First, the registrar told Gates, he would have to audition. The school was actually holding auditions in Chicago in the next couple of weeks, he added, so Gates should prepare two monologues. Gates had to call back later to find out what a monologue was.

On the day of his audition, “I was so nervous that I drove with my left foot on the gas and the brake because I couldn’t stop my right foot from shaking,” Gates said. Nonetheless, ACT offered him a slot in its summer training program. He would need to fly to the West Coast.

“If I buy a roundtrip ticket, I’ll come back,” Gates reasoned. “So I bought a one-way ticket.” After the summer program, he was admitted to ACT and even got a scholarship.

Gates moved to New York to try acting there. He did get work – on stage and on screen – and in 2005, after attending a Broadway production of Shakespeare’s Julius Caesar, he met Denzel Washington, an actor he still admires.

But Gates, like most actors who aren’t Academy Award winners, needed other jobs to pay the bills. A friend told him about a playwright who was teaching juveniles at Rikers Island prison in New York. He was helping them write poems, songs, stories and plays about fatherhood and he needed an actor to give voice to their words. Gates got the gig.

“It was just electric,” he said. He was hooked. He began participating in Write on the Edge, an educational program of the Manhattan Theatre Club that serves at-risk and court-involved students in New York City and northern New Jersey. Each year the program provides 26 separate residencies, giving more than 500 students the opportunity to write and revise an original play and see it brought to life by professional actors
like Gates.

People often praise Gates for the work he’s done with incarcerated youth, but “the longer you do it, the more you think, ‘I don’t deserve praise for doing that.’ We have a problem. The majority of them look like me. It’s an epidemic,” he said. “They may or may not be getting something out of it, but it’s changing me.”

Gates eventually developed a curriculum based on the plays of Pulitzer Prize winner August Wilson, author of Fences and The Piano Lesson. Wilson’s Pittsburgh Cycle consists of 10 plays, each set in a different decade of the 20th century, that offer a lively way to look at history unfolding from a black perspective, Gates said. He also taught an introduction to drama workshop at Cristo Rey Brooklyn High School.

Coming to Carolina

Now Gates is the newest faculty hire in the drama department, teaching introduction to drama for majors.

He was attracted to being a part of Carolina because, like ACT, the University follows a model in which professional actors are the teachers. “It’s one of few programs based on apprenticeship, with students working alongside professional actors,” he said.

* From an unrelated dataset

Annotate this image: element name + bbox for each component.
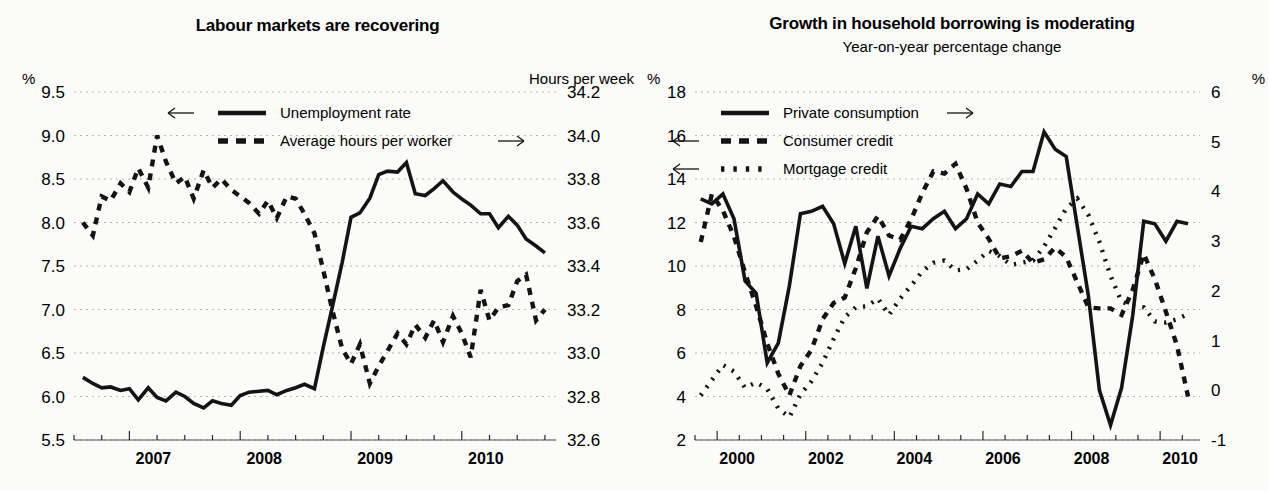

As an assistant professor, he looks forward to exchanging ideas with young Tar Heels, just entering the age where they begin to reflect on their lives. “I’m drawn to students who’ve lived a bit,” he said. With his own acting experience on stage and screen, he can also share with them what he has learned about the craft and about the business.

As an actor, he will perform in the Playmakers Repertory Company’s November production of Dot, written by Colman Domingo, a professional acquaintance. In the play, West Philadelphia matriarch Dotty struggles to hold on to her memory, while her three grown children fight to balance care for their mother and for themselves. Gates also plans to explore the ever-expanding southeastern TV and film market from Virginia to New Orleans from his base in Chapel Hill.

“Working at Carolina gives me a great opportunity to further both my acting career and the continuing development of my teaching at the university level where I can nurture students,” Gates said.

This isn’t the first time Gates has come to Carolina, though. When he was in high school, the track coach (who was also his basketball coach) invited him to come with the track team to train at Carolina. Gates played some one-on-one basketball games in Carmichael Auditorium and couldn’t resist showboating a
little bit.

“I practiced the iconic shot by Michael Jordan,” he admitted. Well, who hasn’t?